Neither of these measures prevents the ad companies from tracking you on 3rd party websites but they do stop the ad companies from passing the tracking data to Twitter.

The ad partners themselves maintain their own individual opt outs (which should opt you out of their entire ad networks and not just tailored audiences). Links to the ad partner opt-out pages are provided below:

Now, as I mentioned in my introduction, tailored audiences isn’t the only way that Twitter can track the websites you visit so let’s take a look at tailored suggestions.

Tailored suggestions

Tailored suggestions is a list of users who Twitter thinks you might like to follow that appears under ‘Who to follow’ on various pages on the micro-blogging site.

Twitter tries to work out if you should follow somebody by comparing the websites their followers visit with the websites that you go to. Although it relies on knowing which websites you visit it doesn’t use the tailored audiences ad partners to get that data.

The data for tailored suggestions is gathered entirely from the blue tweet buttons that are embedded into websites (like this one) that want to make tweeting their content a little bit easier.

This is possible because of the way that the buttons are embedded.
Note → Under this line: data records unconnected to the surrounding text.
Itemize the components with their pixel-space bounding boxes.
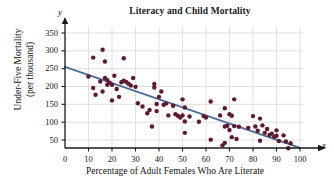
data-point [274,128,278,132]
data-point [225,124,229,128]
x-tick-label: 90 [265,154,289,164]
data-point [136,101,140,105]
x-tick-label: 40 [147,154,171,164]
data-point [159,89,163,93]
y-tick-label: 50 [32,135,58,145]
x-tick-label: 10 [77,154,101,164]
data-point [166,113,170,117]
x-axis-letter: x [322,140,326,150]
data-point [171,104,175,108]
data-point [86,74,90,78]
y-axis-letter: y [58,7,62,17]
data-point [100,48,104,52]
data-point [140,104,144,108]
data-point [209,137,213,141]
x-tick-label: 20 [100,154,124,164]
axes [62,17,327,152]
data-point [187,114,191,118]
data-point [91,55,95,59]
data-point [230,114,234,118]
x-tick-label: 30 [124,154,148,164]
data-point [154,102,158,106]
data-point [98,79,102,83]
data-point [180,113,184,117]
y-tick-label: 200 [32,81,58,91]
data-point [265,127,269,131]
data-point [197,120,201,124]
data-point [284,139,288,143]
data-point [100,89,104,93]
data-point [256,129,260,133]
data-point [112,74,116,78]
data-point [183,119,187,123]
y-tick-label: 100 [32,117,58,127]
data-point [164,101,168,105]
data-point [223,106,227,110]
y-tick-label: 250 [32,63,58,73]
data-point [232,124,236,128]
data-point [246,126,250,130]
data-point [110,98,114,102]
data-point [230,135,234,139]
data-point [263,131,267,135]
y-axis-arrow [62,17,68,24]
data-point [218,113,222,117]
data-point [103,59,107,63]
data-point [117,95,121,99]
x-tick-label: 100 [288,154,312,164]
data-point [281,133,285,137]
data-point [180,97,184,101]
y-axis-title-line1: Under-Five Mortality [13,29,23,111]
data-point [209,99,213,103]
y-tick-label: 150 [32,99,58,109]
data-point [133,85,137,89]
data-point [253,124,257,128]
data-point [232,97,236,101]
data-point [122,56,126,60]
x-tick-label: 70 [218,154,242,164]
data-point [288,141,292,145]
y-tick-label: 350 [32,28,58,38]
data-point [237,125,241,129]
data-point [91,86,95,90]
x-tick-label: 80 [241,154,265,164]
data-point [110,83,114,87]
data-point [274,134,278,138]
data-point [129,83,133,87]
data-point [131,76,135,80]
data-point [223,141,227,145]
x-tick-label: 0 [53,154,77,164]
chart-figure: Literacy and Child Mortality y x Percent… [0,0,334,192]
data-point [277,139,281,143]
data-point [204,115,208,119]
data-point [183,131,187,135]
data-point [258,116,262,120]
x-tick-label: 50 [171,154,195,164]
data-point [227,128,231,132]
data-point [152,85,156,89]
data-point [93,93,97,97]
y-tick-label: 300 [32,45,58,55]
x-tick-label: 60 [194,154,218,164]
data-point [150,124,154,128]
data-point [157,95,161,99]
data-point [154,109,158,113]
data-point [147,108,151,112]
data-point [183,105,187,109]
data-point [115,87,119,91]
data-point [234,137,238,141]
x-axis-title: Percentage of Adult Females Who Are Lite… [30,166,320,177]
data-point [260,123,264,127]
data-point [251,114,255,118]
data-point [258,139,262,143]
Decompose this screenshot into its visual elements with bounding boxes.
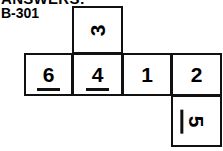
net-cell-5-content: 5 <box>173 97 220 145</box>
net-cell-4: 4 <box>72 53 123 96</box>
net-cell-3-digit: 3 <box>87 24 108 36</box>
net-cell-6-digit: 6 <box>43 64 55 85</box>
net-cell-4-digit: 4 <box>92 64 104 85</box>
net-cell-2-digit: 2 <box>191 64 203 85</box>
net-cell-4-content: 4 <box>74 55 121 94</box>
net-cell-5: 5 <box>171 95 222 147</box>
net-cell-1: 1 <box>122 53 172 96</box>
net-cell-3-content: 3 <box>74 8 121 52</box>
net-cell-5-digit: 5 <box>186 115 207 127</box>
net-cell-2: 2 <box>171 53 222 96</box>
cube-net-figure: ANSWERS: B-301 3 6 4 1 2 5 <box>0 0 223 151</box>
net-cell-3: 3 <box>72 6 123 54</box>
net-cell-2-content: 2 <box>173 55 220 94</box>
net-cell-6: 6 <box>24 53 73 96</box>
problem-code-label: B-301 <box>1 6 39 21</box>
net-cell-1-content: 1 <box>124 55 170 94</box>
net-cell-1-digit: 1 <box>141 64 153 85</box>
net-cell-6-content: 6 <box>26 55 71 94</box>
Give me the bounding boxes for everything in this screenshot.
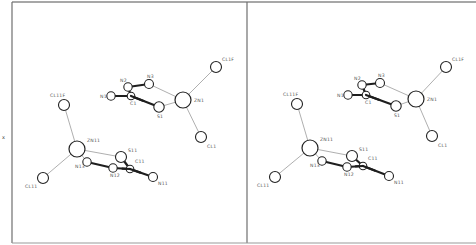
- atom-label-zn11: ZN11: [87, 138, 100, 143]
- atom-zn1: [408, 91, 424, 107]
- atom-cl11f: [292, 99, 303, 110]
- thick-bonds: [87, 84, 159, 177]
- atom-s1: [154, 102, 164, 112]
- atom-zn1: [175, 92, 191, 108]
- atom-label-n13: N13: [310, 163, 320, 168]
- atom-zn11: [302, 140, 318, 156]
- atom-label-cl11: CL11: [257, 183, 269, 188]
- atom-label-cl11f: CL11F: [50, 93, 65, 98]
- atom-n11: [149, 173, 158, 182]
- atom-label-n11: N11: [158, 181, 168, 186]
- atom-label-n2: N2: [354, 76, 361, 81]
- atom-n12: [343, 163, 351, 171]
- atom-label-n12: N12: [110, 173, 120, 178]
- atom-label-cl1f: CL1F: [222, 57, 234, 62]
- atom-label-s1: S1: [157, 114, 163, 119]
- atom-n11: [385, 172, 394, 181]
- atom-label-n2: N2: [120, 78, 127, 83]
- atom-label-n12: N12: [344, 172, 354, 177]
- atom-label-c11: C11: [135, 159, 145, 164]
- atom-s11: [347, 151, 358, 162]
- atom-label-cl11: CL11: [25, 184, 37, 189]
- atom-cl11: [270, 172, 281, 183]
- frame: [12, 2, 476, 243]
- atom-label-n13: N13: [75, 164, 85, 169]
- atom-n2: [358, 81, 366, 89]
- atom-n2: [124, 83, 132, 91]
- atom-label-c1: C1: [130, 101, 137, 106]
- atom-cl11: [38, 173, 49, 184]
- atom-cl1f: [441, 62, 452, 73]
- atom-label-n3: N3: [147, 74, 154, 79]
- atom-label-cl1: CL1: [438, 143, 447, 148]
- left-view: N1C1N2N3S1ZN1CL1FCL1CL11FZN11CL11N13N12C…: [25, 57, 234, 189]
- atom-label-c11: C11: [368, 156, 378, 161]
- atom-cl1: [427, 131, 438, 142]
- atom-label-cl1f: CL1F: [452, 57, 464, 62]
- atom-label-c1: C1: [365, 100, 372, 105]
- atom-n1: [344, 91, 352, 99]
- side-mark: x: [2, 134, 5, 140]
- atom-label-zn1: ZN1: [427, 97, 437, 102]
- atom-label-s11: S11: [359, 147, 368, 152]
- atom-n3: [376, 79, 385, 88]
- atom-label-cl11f: CL11F: [283, 92, 298, 97]
- atom-label-s11: S11: [128, 148, 137, 153]
- atom-cl1f: [211, 62, 222, 73]
- atom-s1: [391, 101, 401, 111]
- atom-s11: [116, 152, 127, 163]
- stereo-diagram: x N1C1N2N3S1ZN1CL1FCL1CL11FZN11CL11N13N1…: [0, 0, 476, 245]
- atom-label-zn11: ZN11: [320, 137, 333, 142]
- atom-cl1: [196, 132, 207, 143]
- atom-label-n1: N1: [100, 94, 107, 99]
- atom-label-n1: N1: [337, 93, 344, 98]
- atom-n1: [107, 92, 115, 100]
- right-view: N1C1N2N3S1ZN1CL1FCL1CL11FZN11CL11N13N12C…: [257, 57, 464, 188]
- thick-bonds: [322, 83, 396, 176]
- atom-label-n11: N11: [394, 180, 404, 185]
- atom-label-zn1: ZN1: [194, 98, 204, 103]
- atom-n12: [109, 164, 117, 172]
- atom-zn11: [69, 141, 85, 157]
- atom-label-cl1: CL1: [207, 144, 216, 149]
- atom-cl11f: [59, 100, 70, 111]
- atom-n3: [145, 80, 154, 89]
- atom-label-n3: N3: [378, 73, 385, 78]
- atom-label-s1: S1: [394, 113, 400, 118]
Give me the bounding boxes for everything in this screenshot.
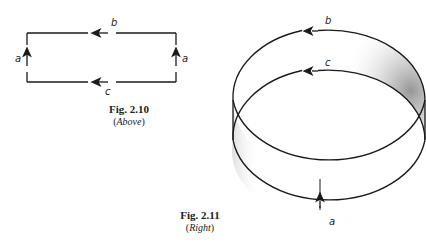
label-a-right: a bbox=[182, 54, 188, 64]
caption-sub: (Right) bbox=[170, 222, 230, 234]
label-cyl-b: b bbox=[325, 16, 331, 26]
arrow-up-icon-cyl-a bbox=[317, 193, 324, 208]
arrow-left-icon-b bbox=[92, 30, 108, 37]
top-ellipse-left bbox=[233, 31, 302, 101]
fig-2-10-rectangle bbox=[27, 33, 176, 82]
mid-ellipse-left bbox=[233, 71, 302, 141]
label-a-left: a bbox=[15, 54, 21, 64]
top-ellipse-front bbox=[233, 100, 425, 160]
fig-2-11-caption: Fig. 2.11 (Right) bbox=[170, 209, 230, 233]
arrow-left-icon-cyl-c bbox=[304, 68, 318, 75]
arrow-left-icon-c bbox=[92, 79, 108, 86]
mid-ellipse-front bbox=[233, 140, 425, 200]
fig-2-11-band bbox=[232, 28, 425, 211]
arrow-left-icon-cyl-b bbox=[304, 28, 318, 35]
label-b: b bbox=[111, 18, 117, 28]
caption-title: Fig. 2.11 bbox=[170, 209, 230, 222]
fig-2-10-caption: Fig. 2.10 (Above) bbox=[94, 103, 164, 127]
label-c: c bbox=[105, 87, 111, 97]
arrow-up-icon-a-right bbox=[173, 48, 180, 66]
arrow-up-icon-a-left bbox=[24, 48, 31, 66]
caption-title: Fig. 2.10 bbox=[94, 103, 164, 116]
caption-sub: (Above) bbox=[94, 116, 164, 128]
label-cyl-c: c bbox=[325, 58, 331, 68]
label-cyl-a: a bbox=[329, 217, 335, 227]
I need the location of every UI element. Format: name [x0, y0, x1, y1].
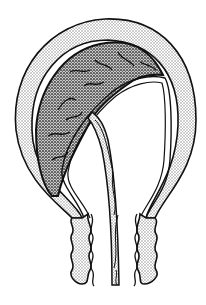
cervix-left — [71, 214, 91, 284]
uterus-diagram — [0, 0, 206, 305]
cervix-right — [137, 214, 158, 284]
cervix-right-inner-line — [134, 214, 137, 286]
diagram-svg — [0, 0, 206, 305]
cervix-left-inner-line — [91, 214, 94, 286]
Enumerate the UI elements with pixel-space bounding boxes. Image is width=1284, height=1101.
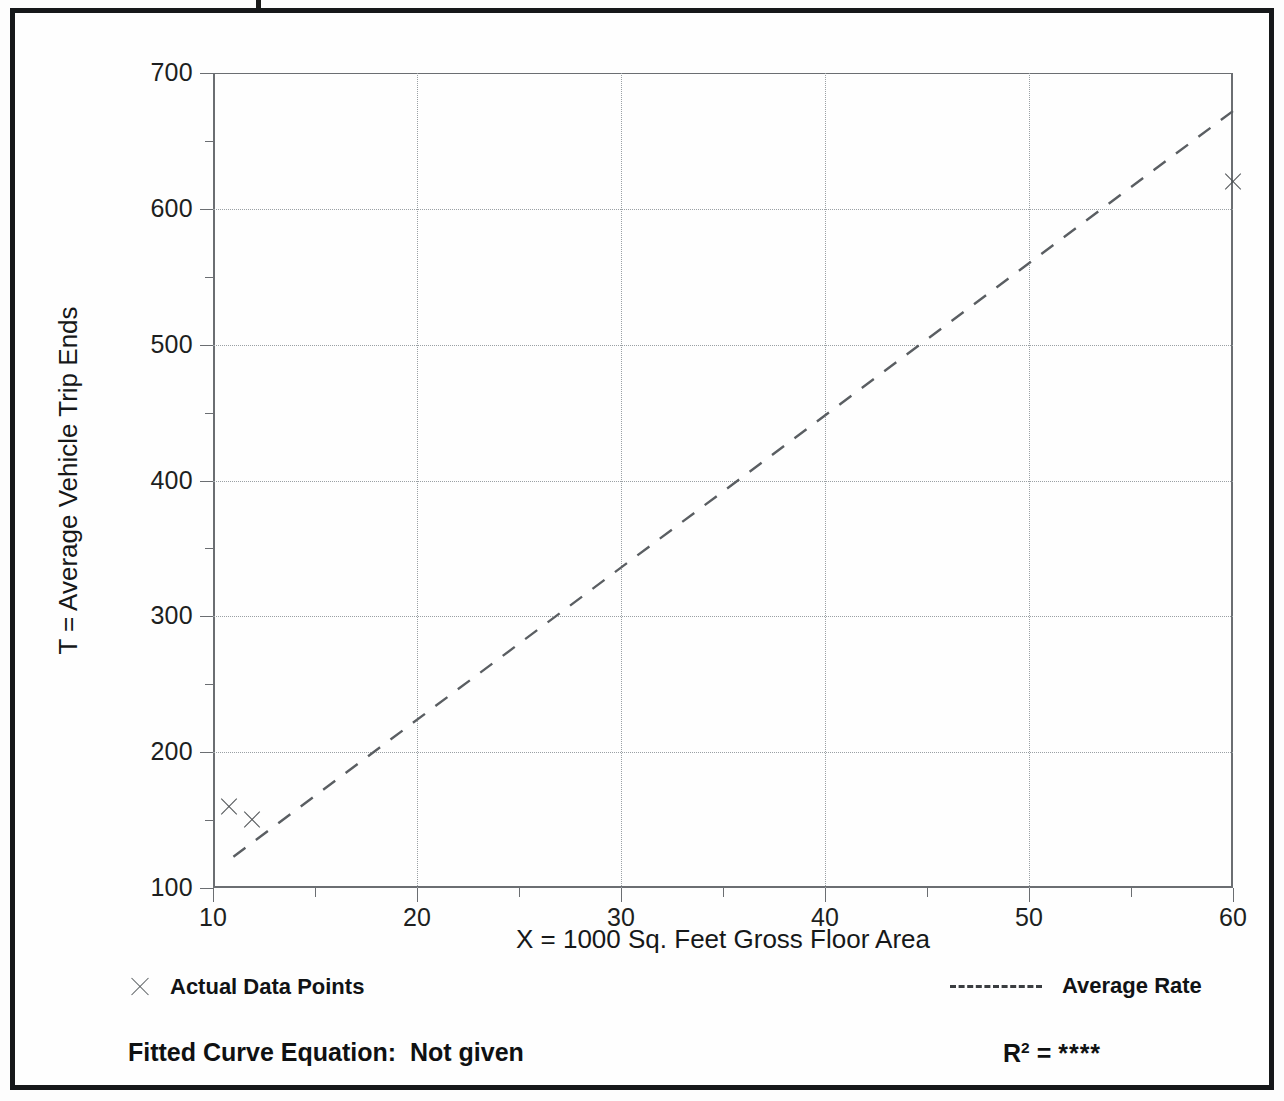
x-tick-label: 20 [372, 905, 462, 930]
y-tick-major [200, 209, 213, 210]
x-tick-label: 60 [1188, 905, 1278, 930]
x-tick-major [417, 888, 418, 902]
y-tick-minor [205, 413, 213, 414]
x-tick-minor [519, 888, 520, 897]
y-tick-major [200, 888, 213, 889]
legend-actual-data-points-label: Actual Data Points [170, 976, 364, 998]
y-tick-minor [205, 684, 213, 685]
legend-average-rate-label: Average Rate [1062, 975, 1202, 997]
x-tick-major [825, 888, 826, 902]
y-tick-major [200, 616, 213, 617]
r-squared-equals: = [1030, 1039, 1059, 1067]
y-tick-minor [205, 548, 213, 549]
y-tick-label: 400 [73, 468, 193, 493]
y-tick-minor [205, 820, 213, 821]
x-tick-major [1233, 888, 1234, 902]
y-tick-label: 300 [73, 603, 193, 628]
y-tick-label: 200 [73, 739, 193, 764]
r-squared-exponent: 2 [1021, 1039, 1030, 1056]
r-squared-value: **** [1058, 1039, 1101, 1067]
figure-border: T = Average Vehicle Trip Ends X = 1000 S… [10, 8, 1274, 1090]
average-rate-trend-line [213, 73, 1233, 888]
y-tick-minor [205, 141, 213, 142]
x-tick-minor [723, 888, 724, 897]
chart-page: T = Average Vehicle Trip Ends X = 1000 S… [0, 0, 1284, 1101]
x-tick-label: 40 [780, 905, 870, 930]
y-tick-label: 100 [73, 875, 193, 900]
x-axis-title: X = 1000 Sq. Feet Gross Floor Area [213, 925, 1233, 954]
y-tick-label: 600 [73, 196, 193, 221]
x-tick-label: 30 [576, 905, 666, 930]
plot-area: 100200300400500600700 102030405060 [213, 73, 1233, 888]
y-tick-major [200, 73, 213, 74]
y-tick-label: 500 [73, 332, 193, 357]
fitted-curve-equation-text: Fitted Curve Equation: Not given [128, 1040, 524, 1065]
y-tick-major [200, 481, 213, 482]
r-squared-symbol: R [1003, 1039, 1021, 1067]
x-tick-major [1029, 888, 1030, 902]
x-tick-minor [315, 888, 316, 897]
dashed-line-icon [950, 985, 1042, 988]
x-tick-label: 50 [984, 905, 1074, 930]
y-tick-minor [205, 277, 213, 278]
x-tick-minor [927, 888, 928, 897]
y-tick-major [200, 345, 213, 346]
legend-actual-data-points: Actual Data Points [128, 975, 364, 999]
x-tick-major [213, 888, 214, 902]
y-tick-major [200, 752, 213, 753]
x-tick-major [621, 888, 622, 902]
x-tick-minor [1131, 888, 1132, 897]
x-tick-label: 10 [168, 905, 258, 930]
legend-average-rate: Average Rate [950, 975, 1202, 997]
y-tick-label: 700 [73, 60, 193, 85]
x-marker-icon [128, 975, 152, 999]
r-squared-text: R2 = **** [1003, 1040, 1101, 1066]
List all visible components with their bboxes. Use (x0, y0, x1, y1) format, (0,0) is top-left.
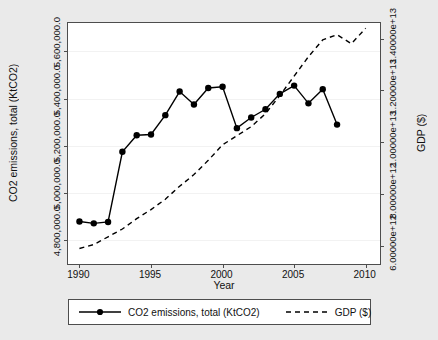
data-point-marker (234, 125, 240, 131)
data-point-marker (148, 131, 154, 137)
tick-right (380, 39, 384, 40)
y-tick-label-right: 1.20000e+13 (388, 59, 398, 115)
tick-bottom (79, 264, 80, 268)
tick-right (380, 90, 384, 91)
data-point-marker (305, 100, 311, 106)
y-tick-label-left: 5,200,000.0 (52, 112, 62, 162)
y-tick-label-left: 5,000,000.0 (52, 159, 62, 209)
chart-legend: CO2 emissions, total (KtCO2) GDP ($) (68, 299, 371, 325)
tick-right (380, 142, 384, 143)
x-tick-label: 1990 (67, 269, 89, 280)
y-tick-label-left: 4,800,000.0 (52, 206, 62, 256)
tick-bottom (151, 264, 152, 268)
series-line-gdp (79, 28, 365, 248)
tick-bottom (366, 264, 367, 268)
y-tick-label-right: 8.00000e+12 (388, 163, 398, 219)
data-point-marker (320, 86, 326, 92)
legend-item-gdp[interactable]: GDP ($) (286, 306, 372, 318)
y-tick-label-right: 1.00000e+13 (388, 111, 398, 167)
x-tick-label: 2010 (354, 269, 376, 280)
data-point-marker (105, 219, 111, 225)
y-tick-label-left: 5,400,000.0 (52, 65, 62, 115)
tick-bottom (223, 264, 224, 268)
data-point-marker (191, 101, 197, 107)
tick-right (380, 194, 384, 195)
legend-swatch-solid-marker (79, 306, 121, 318)
data-point-marker (162, 112, 168, 118)
x-tick-label: 2000 (210, 269, 232, 280)
series-line-co2 (79, 86, 337, 224)
y-tick-label-left: 5,600,000.0 (52, 17, 62, 67)
data-point-marker (134, 132, 140, 138)
data-point-marker (76, 218, 82, 224)
data-point-marker (119, 149, 125, 155)
data-lines (68, 23, 380, 264)
data-point-marker (91, 220, 97, 226)
plot-area (67, 22, 381, 265)
legend-label-gdp: GDP ($) (335, 307, 372, 318)
y-axis-left-title: CO2 emissions, total (KtCO2) (7, 0, 19, 265)
x-axis-title: Year (67, 279, 381, 291)
y-tick-label-right: 6.00000e+12 (388, 215, 398, 271)
x-tick-label: 1995 (139, 269, 161, 280)
data-point-marker (291, 82, 297, 88)
legend-swatch-dashed (286, 306, 328, 318)
data-point-marker (248, 114, 254, 120)
y-axis-right-title: GDP ($) (415, 0, 427, 265)
tick-bottom (294, 264, 295, 268)
y-tick-label-right: 1.40000e+13 (388, 8, 398, 64)
legend-label-co2: CO2 emissions, total (KtCO2) (128, 307, 260, 318)
legend-item-co2[interactable]: CO2 emissions, total (KtCO2) (79, 306, 260, 318)
chart-figure: CO2 emissions, total (KtCO2) GDP ($) Yea… (0, 0, 438, 340)
data-point-marker (176, 88, 182, 94)
data-point-marker (205, 85, 211, 91)
tick-right (380, 246, 384, 247)
data-point-marker (334, 121, 340, 127)
x-tick-label: 2005 (282, 269, 304, 280)
data-point-marker (219, 84, 225, 90)
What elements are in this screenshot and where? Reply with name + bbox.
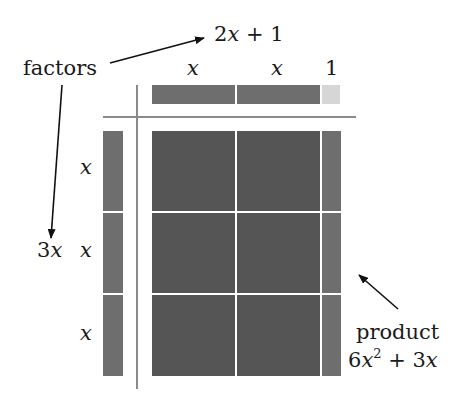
arrows-layer: [0, 0, 470, 405]
arrow-factors-to-left-factor: [51, 85, 62, 238]
arrow-factors-to-top-factor: [110, 38, 204, 63]
arrow-product-to-grid: [359, 275, 398, 309]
When a browser loads a web page with an embedded tweet button it has to request the code for the tweet button from twitter.com.

That request is like any other HTTP request for any other web page and will contain a referer header (which can identify where you are) and any cookies your browser has for the twitter.com domain (which can identify who you are).

So the very act of looking at a web page with a tweet button on it can tell Twitter you are looking at that web page (this is also true of Facebook Like buttons, Pinterest Pins and all the other popular social media ‘widgets’).

Fortunately it’s just as easy to switch off tailored suggestions as it is to switch of tailored audiences:

  1. Log in to Twitter
  2. Click on the Settings and help sprocket icon
  3. Click Settings
  4. Select Security and Privacy
  5. Un-tick Personalization

Twitter PersonalizationAs with tailored audiences, Twitter will also disable tailored suggestions if you have Do Not Track enabled in your browser.

The methods described in this article for disabling tracking are the vendors’ own methods and following them should ensure that the sites affected stop tracking you but continue to operate correctly.

If you don’t trust vendors that rely on advertising dollars to manage your privacy or if you’re looking for a more comprehensive anti-tracking solution then you might prefer to manage your privacy with a browser plugin like Ghostery or Lightbeam.